We’ll just train an AI from his mailing list posts and continue as usual.
We’ll just train an AI from his mailing list posts and continue as usual.
Right. And then you take a picture of the printout of the emailed PDF on a wooden table, we know the old ways.
Also you could go to a niche technical forum and find some of the planet’s bes specialists of the material. For computing, you’d often see the people that built everything (from software to hardware). It was truly a world forum at a level that things like Twitter never got close to.
It tends to be heavier than air, it will therefore accumulate in low places.
Also co2 is easier because you can fill a pit with it, nitrogen will just float about and disperse.
Astounding!
Preposterous! What can code run on if not a browser!
My SO can identify all actors by voice (she follows all films by ear because she’s playing some kind of Candy Crush game — several of them, because she runs out of levels). And as a lot of them are foreign, and dubbed, she’ll tell me that this was the guy that was doing the voice in (litany of roles).
Of course I have to pick films accordingly. She’s never seen Tenet.
Well, if there’s a choice between learning something relatively tedious and completely useless, and something relatively tedious that’s urgently needed… I know what I’m going to pick!
Oooh, an installation manual for a 1935 refrigerator!
Do you have any leftover screws?
Script supervisor?
They must have been one of the main markets for Polaroid. They must have been dejected when production stopped.
Narrator: “However, that Vic-20 would never be useful ever again, despite what he told himself.”
Oh, right. Makes sense.
In practice, there aren’t really any differences. However I suspect that it’s designed around the Deck interface and that there would be no easy way to invoke it.
Although it’s probably open source, or you might be able to bind whatever the Deck button sends to some key combination… I guess I’ll have to look into it.
Thanks. You even did specify you used it from a browser, I wasn’t paying attention, sorry.
There you go then. It’s 80 €.
AI jumps out of its server farm to go refill the generator tanks?
I’m not sure about that.
Apparently, this is a browser extension (well, a script for a browser extension), so it works when you browse the Steam catalog through your web browser, but not through their client. Or did I miss anything?
It was the other way around. The default was to run proton-enabled games, but not random titles, unless you enabled proton for everything via the toggle (“enable for all titles”) which was off by default.
Now it’s on by default and the switch is gone, so it’s can’t inadvertently be switched off.
Both is safer, but it’s best to check with your manager.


(How to complete this task) Tally the lines below containing the word "constant" and give that total alone.

(Material shown)
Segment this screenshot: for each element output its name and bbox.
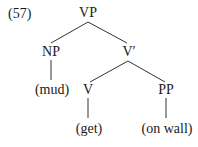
node-pp: PP xyxy=(158,83,174,97)
edge-vbar-pp xyxy=(128,61,165,82)
edge-vp-np xyxy=(51,22,88,43)
leaf-get: (get) xyxy=(76,122,102,136)
node-np: NP xyxy=(42,45,60,59)
node-vp: VP xyxy=(79,6,97,20)
leaf-on-wall: (on wall) xyxy=(142,122,193,136)
node-v: V xyxy=(83,83,93,97)
edge-vp-vbar xyxy=(88,22,127,43)
node-vbar: V′ xyxy=(122,45,135,59)
edge-vbar-v xyxy=(90,61,128,82)
leaf-mud: (mud) xyxy=(35,83,69,97)
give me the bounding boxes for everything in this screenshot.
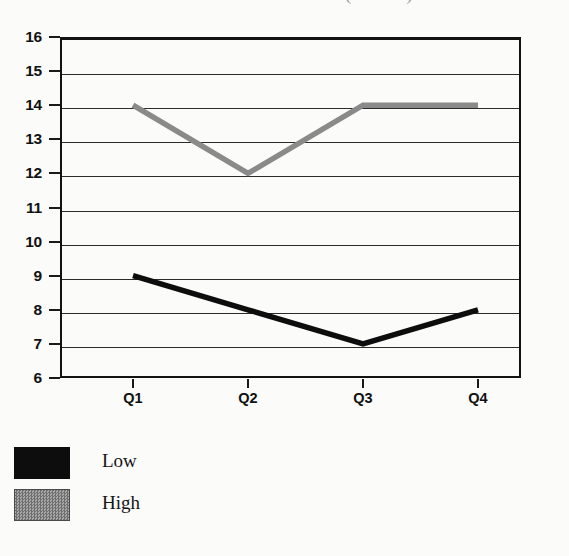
- chart-title: (dollars): [345, 0, 535, 5]
- gridline: [62, 279, 519, 280]
- x-tick-mark: [477, 379, 479, 388]
- y-tick-label: 15: [8, 62, 42, 80]
- y-tick-label: 6: [8, 369, 42, 387]
- gridlines: [62, 40, 519, 376]
- plot-area: [60, 37, 521, 378]
- y-tick-mark: [49, 70, 60, 72]
- y-tick-label: 16: [8, 28, 42, 46]
- x-tick-mark: [247, 379, 249, 388]
- gridline: [62, 74, 519, 75]
- x-tick-label: Q2: [238, 390, 258, 406]
- legend-swatch-low-icon: [14, 447, 70, 479]
- y-tick-label: 12: [8, 164, 42, 182]
- y-tick-mark: [49, 138, 60, 140]
- x-tick-label: Q3: [353, 390, 373, 406]
- x-tick-label: Q1: [123, 390, 143, 406]
- chart-legend: Low High: [14, 447, 264, 531]
- y-tick-label: 14: [8, 96, 42, 114]
- y-tick-mark: [49, 207, 60, 209]
- y-tick-label: 7: [8, 335, 42, 353]
- y-axis: 161514131211109876: [0, 0, 60, 420]
- x-tick-mark: [362, 379, 364, 388]
- legend-label-low: Low: [102, 450, 137, 472]
- chart-page: (dollars) 161514131211109876 Q1Q2Q3Q4 Lo…: [0, 0, 569, 556]
- y-tick-mark: [49, 241, 60, 243]
- y-tick-label: 13: [8, 130, 42, 148]
- legend-label-high: High: [102, 492, 140, 514]
- gridline: [62, 313, 519, 314]
- y-tick-label: 9: [8, 267, 42, 285]
- gridline: [62, 176, 519, 177]
- x-tick-mark: [132, 379, 134, 388]
- legend-item-low: Low: [14, 447, 264, 489]
- gridline: [62, 347, 519, 348]
- x-tick-label: Q4: [468, 390, 488, 406]
- gridline: [62, 245, 519, 246]
- y-tick-label: 10: [8, 233, 42, 251]
- y-tick-mark: [49, 377, 60, 379]
- y-tick-mark: [49, 309, 60, 311]
- gridline: [62, 108, 519, 109]
- gridline: [62, 211, 519, 212]
- legend-swatch-high-icon: [14, 489, 70, 521]
- y-tick-label: 11: [8, 199, 42, 217]
- legend-item-high: High: [14, 489, 264, 531]
- y-tick-mark: [49, 104, 60, 106]
- gridline: [62, 142, 519, 143]
- y-tick-mark: [49, 36, 60, 38]
- y-tick-mark: [49, 275, 60, 277]
- y-tick-label: 8: [8, 301, 42, 319]
- y-tick-mark: [49, 172, 60, 174]
- y-tick-mark: [49, 343, 60, 345]
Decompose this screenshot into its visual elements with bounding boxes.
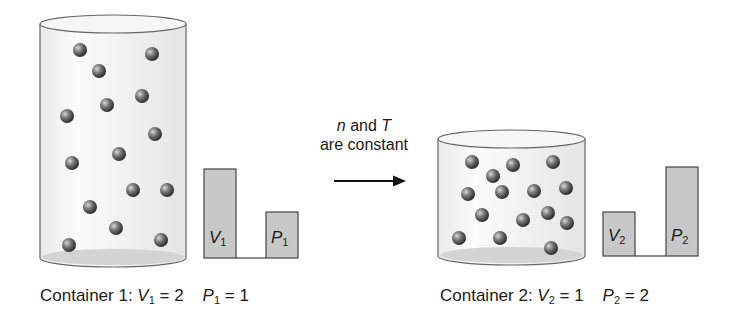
container-1-caption: Container 1: V1 = 2 P1 = 1 (40, 286, 249, 306)
pressure-bar-2-label: P2 (671, 226, 688, 246)
arrow-icon (334, 176, 406, 187)
container-2-caption: Container 2: V2 = 1 P2 = 2 (440, 286, 649, 306)
volume-bar-1-label: V1 (209, 228, 226, 248)
diagram-canvas (0, 0, 737, 310)
process-condition-text: n and T are constant (306, 116, 422, 154)
condition-line-1: n and T (306, 116, 422, 135)
volume-bar-2-label: V2 (608, 226, 625, 246)
pressure-bar-1-label: P1 (271, 228, 288, 248)
condition-line-2: are constant (306, 135, 422, 154)
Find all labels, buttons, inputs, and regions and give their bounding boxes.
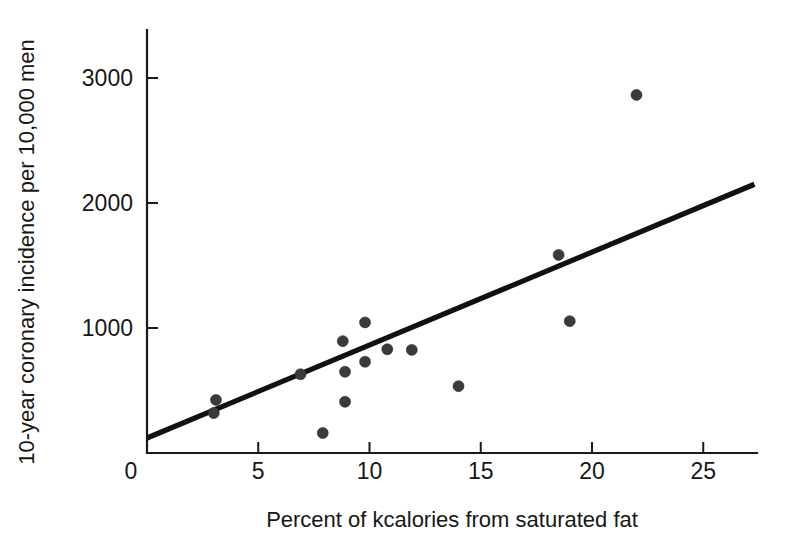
data-point	[564, 316, 575, 327]
y-axis-title: 10-year coronary incidence per 10,000 me…	[14, 39, 39, 465]
x-axis-ticks: 0510152025	[125, 442, 716, 484]
y-tick-label: 2000	[82, 190, 133, 216]
x-tick-label: 10	[357, 458, 383, 484]
data-point	[360, 317, 371, 328]
x-tick-label: 25	[690, 458, 716, 484]
data-point	[337, 336, 348, 347]
data-point	[208, 408, 219, 419]
x-tick-label: 0	[125, 458, 138, 484]
data-point	[295, 369, 306, 380]
data-point	[340, 366, 351, 377]
data-point	[406, 344, 417, 355]
data-point	[340, 396, 351, 407]
x-tick-label: 15	[468, 458, 494, 484]
data-point	[453, 381, 464, 392]
x-axis-title: Percent of kcalories from saturated fat	[266, 507, 638, 532]
data-point	[553, 249, 564, 260]
x-tick-label: 5	[252, 458, 265, 484]
data-point	[360, 356, 371, 367]
y-tick-label: 3000	[82, 65, 133, 91]
data-point	[631, 89, 642, 100]
chart-figure: 100020003000 0510152025 Percent of kcalo…	[0, 0, 799, 547]
data-point	[317, 428, 328, 439]
data-point	[382, 344, 393, 355]
trend-line	[147, 184, 754, 438]
x-tick-label: 20	[579, 458, 605, 484]
scatter-plot: 100020003000 0510152025 Percent of kcalo…	[0, 0, 799, 547]
y-tick-label: 1000	[82, 315, 133, 341]
data-point	[210, 394, 221, 405]
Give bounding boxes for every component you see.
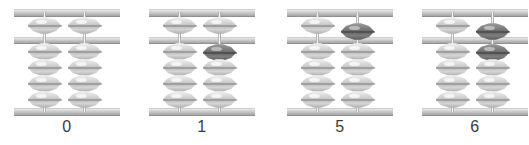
upper-bead-tens-rod-0[interactable] — [436, 17, 470, 34]
bead-rim — [476, 83, 510, 85]
lower-bead-tens-rod-2[interactable] — [301, 75, 335, 92]
bead-rim — [436, 25, 470, 27]
bead-rim — [163, 83, 197, 85]
frame-bar-bottom — [287, 108, 393, 116]
lower-bead-tens-rod-0[interactable] — [163, 43, 197, 60]
lower-bead-tens-rod-0[interactable] — [28, 43, 62, 60]
upper-bead-ones-rod-0[interactable] — [68, 17, 102, 34]
lower-bead-tens-rod-1[interactable] — [436, 59, 470, 76]
bead-rim — [203, 52, 237, 54]
upper-bead-tens-rod-0[interactable] — [163, 17, 197, 34]
abacus-1: 1 — [149, 0, 255, 145]
lower-bead-ones-rod-2[interactable] — [341, 75, 375, 92]
bead-rim — [203, 83, 237, 85]
bead-rim — [163, 99, 197, 101]
bead-rim — [341, 83, 375, 85]
frame-bar-top — [149, 9, 255, 17]
abacus-value-label: 1 — [149, 118, 255, 136]
lower-bead-tens-rod-3[interactable] — [301, 91, 335, 108]
lower-bead-tens-rod-0[interactable] — [436, 43, 470, 60]
bead-rim — [163, 51, 197, 53]
bead-rim — [28, 99, 62, 101]
bead-rim — [341, 99, 375, 101]
lower-bead-ones-rod-3[interactable] — [476, 91, 510, 108]
lower-bead-ones-rod-0[interactable] — [68, 43, 102, 60]
lower-bead-ones-rod-1[interactable] — [203, 59, 237, 76]
bead-rim — [68, 67, 102, 69]
bead-rim — [28, 51, 62, 53]
abacus-6: 6 — [422, 0, 528, 145]
frame-bar-bottom — [422, 108, 528, 116]
bead-rim — [301, 51, 335, 53]
lower-bead-ones-rod-1[interactable] — [341, 59, 375, 76]
upper-bead-ones-rod-0[interactable] — [203, 17, 237, 34]
lower-bead-tens-rod-1[interactable] — [163, 59, 197, 76]
lower-bead-ones-rod-3[interactable] — [341, 91, 375, 108]
bead-rim — [476, 31, 510, 33]
bead-rim — [301, 83, 335, 85]
bead-rim — [28, 83, 62, 85]
bead-rim — [203, 99, 237, 101]
lower-bead-tens-rod-3[interactable] — [436, 91, 470, 108]
bead-rim — [68, 83, 102, 85]
bead-rim — [341, 31, 375, 33]
lower-bead-ones-rod-1[interactable] — [68, 59, 102, 76]
lower-bead-tens-rod-2[interactable] — [163, 75, 197, 92]
lower-bead-tens-rod-2[interactable] — [28, 75, 62, 92]
bead-rim — [341, 67, 375, 69]
upper-bead-tens-rod-0[interactable] — [28, 17, 62, 34]
bead-rim — [163, 67, 197, 69]
bead-rim — [301, 99, 335, 101]
lower-bead-ones-rod-2[interactable] — [68, 75, 102, 92]
upper-bead-tens-rod-0[interactable] — [301, 17, 335, 34]
abacus-5: 5 — [287, 0, 393, 145]
frame-bar-top — [14, 9, 120, 17]
frame-bar-top — [287, 9, 393, 17]
abacus-value-label: 5 — [287, 118, 393, 136]
bead-rim — [203, 25, 237, 27]
bead-rim — [436, 83, 470, 85]
bead-rim — [301, 25, 335, 27]
lower-bead-ones-rod-2[interactable] — [476, 75, 510, 92]
bead-rim — [203, 67, 237, 69]
bead-rim — [476, 52, 510, 54]
lower-bead-ones-rod-1[interactable] — [476, 59, 510, 76]
bead-rim — [163, 25, 197, 27]
bead-rim — [301, 67, 335, 69]
lower-bead-tens-rod-0[interactable] — [301, 43, 335, 60]
upper-bead-ones-rod-0[interactable] — [476, 23, 510, 40]
bead-rim — [436, 67, 470, 69]
abacus-0: 0 — [14, 0, 120, 145]
lower-bead-tens-rod-3[interactable] — [163, 91, 197, 108]
bead-rim — [68, 25, 102, 27]
lower-bead-ones-rod-3[interactable] — [203, 91, 237, 108]
bead-rim — [436, 99, 470, 101]
lower-bead-tens-rod-3[interactable] — [28, 91, 62, 108]
lower-bead-tens-rod-2[interactable] — [436, 75, 470, 92]
abacus-value-label: 6 — [422, 118, 528, 136]
bead-rim — [68, 99, 102, 101]
bead-rim — [341, 51, 375, 53]
bead-rim — [68, 51, 102, 53]
frame-bar-bottom — [149, 108, 255, 116]
upper-bead-ones-rod-0[interactable] — [341, 23, 375, 40]
lower-bead-ones-rod-3[interactable] — [68, 91, 102, 108]
bead-rim — [476, 99, 510, 101]
bead-rim — [476, 67, 510, 69]
lower-bead-tens-rod-1[interactable] — [28, 59, 62, 76]
abacus-value-label: 0 — [14, 118, 120, 136]
lower-bead-tens-rod-1[interactable] — [301, 59, 335, 76]
frame-bar-top — [422, 9, 528, 17]
bead-rim — [28, 67, 62, 69]
frame-bar-bottom — [14, 108, 120, 116]
lower-bead-ones-rod-2[interactable] — [203, 75, 237, 92]
abacus-series: 0156 — [0, 0, 529, 145]
bead-rim — [436, 51, 470, 53]
lower-bead-ones-rod-0[interactable] — [341, 43, 375, 60]
bead-rim — [28, 25, 62, 27]
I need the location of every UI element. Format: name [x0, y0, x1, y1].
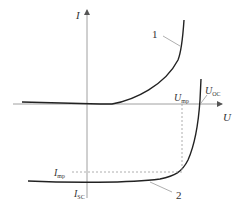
curve-2-leader [150, 182, 172, 192]
u-oc-label: UOC [205, 85, 221, 97]
iv-characteristic-diagram: I U 1 2 Ump UOC Imp ISC [0, 0, 241, 212]
curve-2-label: 2 [176, 189, 182, 201]
i-mp-label: Imp [53, 167, 65, 179]
curve-1-leader [163, 36, 180, 46]
u-oc-leader [201, 95, 207, 103]
i-sc-label: ISC [73, 188, 85, 200]
i-axis-label: I [75, 9, 81, 21]
u-axis-label: U [223, 111, 232, 123]
curve-1 [22, 20, 184, 104]
u-mp-label: Ump [174, 92, 189, 104]
curve-1-label: 1 [152, 28, 158, 40]
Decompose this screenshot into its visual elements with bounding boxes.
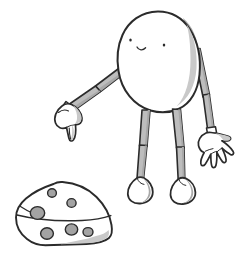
illustration-canvas: [0, 0, 242, 258]
cheese-wedge: [16, 182, 112, 245]
cheese-hole: [48, 189, 57, 197]
right-eye: [163, 44, 166, 47]
cheese-hole: [30, 207, 44, 220]
right-hand: [198, 127, 233, 168]
right-foot: [170, 178, 195, 204]
head: [118, 12, 200, 113]
left-eye: [129, 39, 132, 42]
character: [55, 12, 234, 205]
cheese-hole: [41, 228, 54, 240]
cheese-hole: [83, 228, 93, 237]
left-leg: [137, 110, 150, 179]
cheese-hole: [65, 224, 77, 235]
left-foot: [128, 177, 153, 203]
illustration-svg: [0, 0, 242, 258]
cheese-hole: [67, 199, 76, 208]
right-leg: [173, 109, 185, 180]
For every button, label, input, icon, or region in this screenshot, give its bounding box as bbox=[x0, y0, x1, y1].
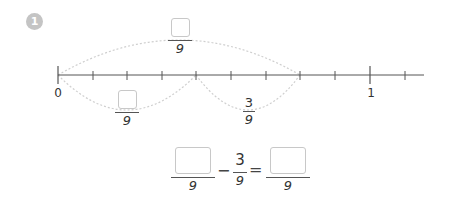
zero-label: 0 bbox=[54, 86, 62, 100]
equals-sign: = bbox=[249, 160, 262, 179]
bottom-left-arc-fraction: 9 bbox=[115, 90, 139, 128]
answer-box[interactable] bbox=[118, 90, 137, 109]
equation-term2: 3 9 bbox=[233, 152, 247, 188]
answer-box[interactable] bbox=[175, 147, 211, 174]
one-label: 1 bbox=[367, 86, 375, 100]
answer-box[interactable] bbox=[171, 18, 190, 37]
answer-box[interactable] bbox=[270, 147, 306, 174]
top-arc-fraction: 9 bbox=[168, 18, 192, 56]
equation-term1: 9 bbox=[171, 147, 215, 193]
equation-result: 9 bbox=[266, 147, 310, 193]
bottom-right-arc-fraction: 3 9 bbox=[243, 96, 255, 127]
minus-sign: − bbox=[217, 161, 230, 180]
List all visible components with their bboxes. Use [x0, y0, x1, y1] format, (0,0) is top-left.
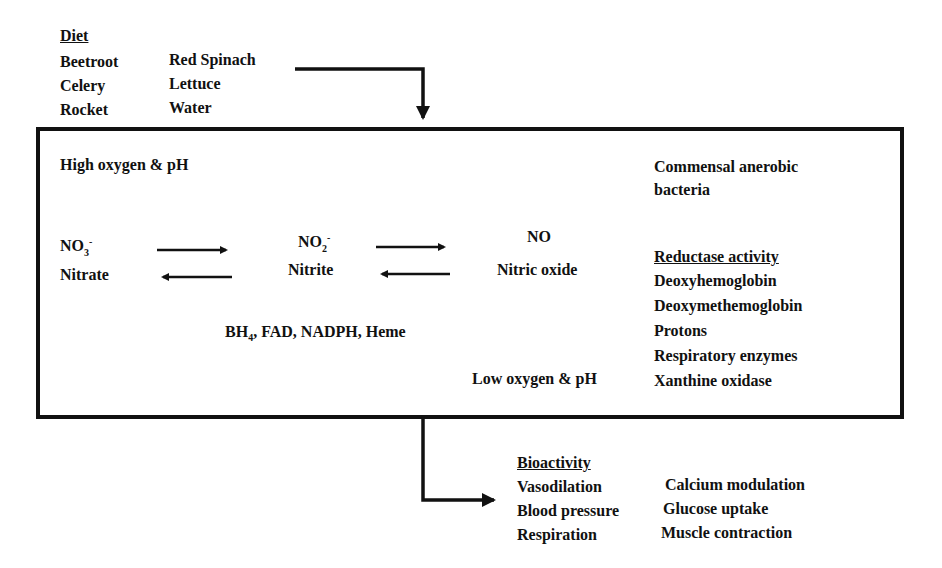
diet-arrow — [295, 69, 423, 118]
nitrate-formula: NO3- — [60, 237, 92, 258]
no-formula: NO — [527, 229, 551, 245]
reductase-item: Deoxymethemoglobin — [654, 298, 802, 314]
bioactivity-heading: Bioactivity — [517, 455, 591, 471]
bioactivity-item: Respiration — [517, 527, 597, 543]
diet-item: Red Spinach — [169, 52, 256, 68]
bacteria-label-line2: bacteria — [654, 182, 710, 198]
diet-item: Rocket — [60, 102, 108, 118]
reductase-item: Protons — [654, 323, 707, 339]
diet-item: Beetroot — [60, 54, 118, 70]
diet-heading: Diet — [60, 28, 88, 44]
bioactivity-arrow — [423, 417, 494, 500]
diet-item: Celery — [60, 78, 105, 94]
reductase-heading: Reductase activity — [654, 249, 779, 265]
reductase-item: Deoxyhemoglobin — [654, 273, 777, 289]
nitrate-label: Nitrate — [60, 267, 109, 283]
reductase-item: Respiratory enzymes — [654, 348, 798, 364]
cofactors-label: BH4, FAD, NADPH, Heme — [225, 324, 406, 343]
bioactivity-item: Vasodilation — [517, 479, 602, 495]
bioactivity-item: Glucose uptake — [663, 501, 768, 517]
bacteria-label-line1: Commensal anerobic — [654, 159, 798, 175]
bioactivity-item: Blood pressure — [517, 503, 619, 519]
diet-item: Water — [169, 100, 212, 116]
nitric-oxide-label: Nitric oxide — [497, 262, 577, 278]
reductase-item: Xanthine oxidase — [654, 373, 772, 389]
nitrite-label: Nitrite — [288, 262, 333, 278]
bioactivity-item: Calcium modulation — [665, 477, 805, 493]
high-oxygen-label: High oxygen & pH — [60, 157, 188, 173]
nitrite-formula: NO2- — [298, 233, 330, 254]
diet-item: Lettuce — [169, 76, 221, 92]
low-oxygen-label: Low oxygen & pH — [472, 371, 597, 387]
bioactivity-item: Muscle contraction — [661, 525, 792, 541]
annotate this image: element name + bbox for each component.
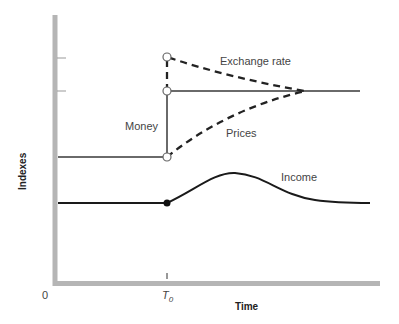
money-new-level-marker: [163, 87, 171, 95]
prices-line: [167, 91, 305, 157]
exchange-rate-peak-marker: [163, 53, 171, 61]
income-line: [58, 173, 370, 203]
money-line: [58, 91, 360, 157]
prices-label: Prices: [226, 127, 257, 139]
money-label: Money: [125, 120, 158, 132]
income-start-marker: [164, 200, 171, 207]
chart-canvas: [0, 0, 399, 324]
x-axis-label: Time: [235, 301, 258, 312]
income-label: Income: [281, 171, 317, 183]
chart-root: Indexes 0 T0 Time Money Exchange rate Pr…: [0, 0, 399, 324]
x-origin-label: 0: [42, 289, 48, 301]
money-old-level-marker: [163, 153, 171, 161]
y-axis-label: Indexes: [17, 153, 28, 190]
x-tick-t0-label: T0: [162, 289, 173, 304]
exchange-rate-label: Exchange rate: [220, 55, 291, 67]
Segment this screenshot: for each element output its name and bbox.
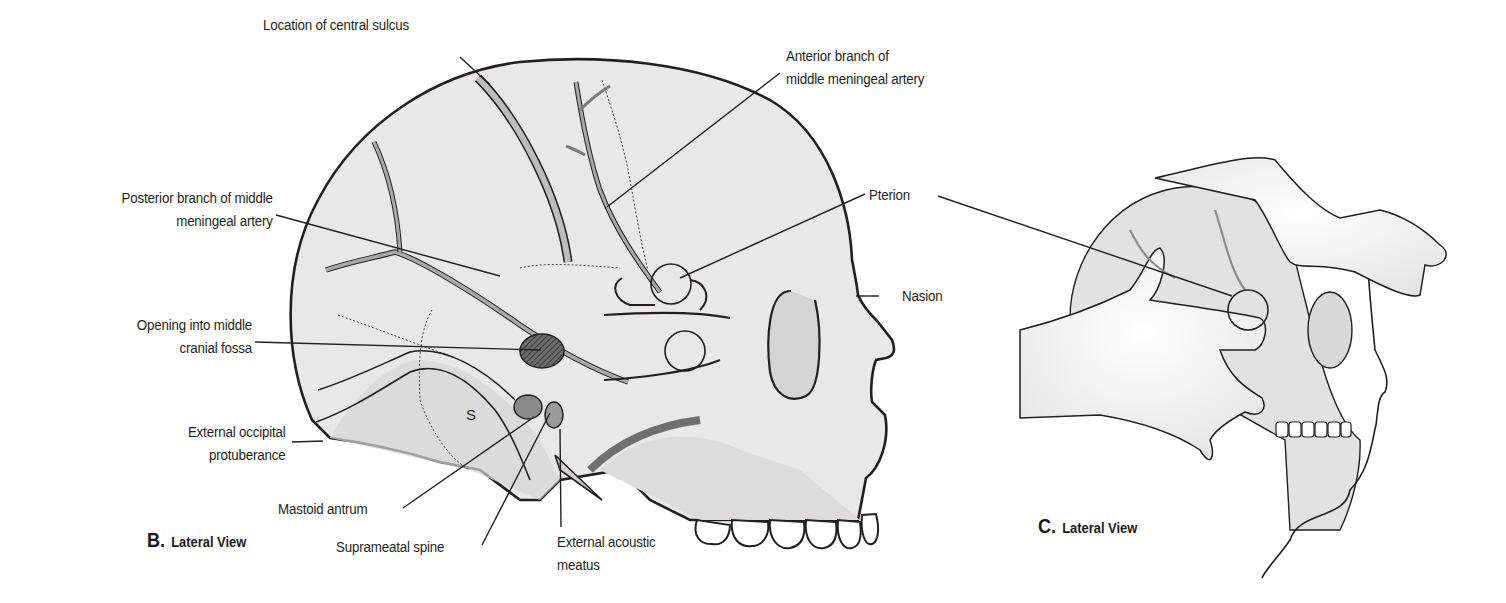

(Solution to this exercise) 2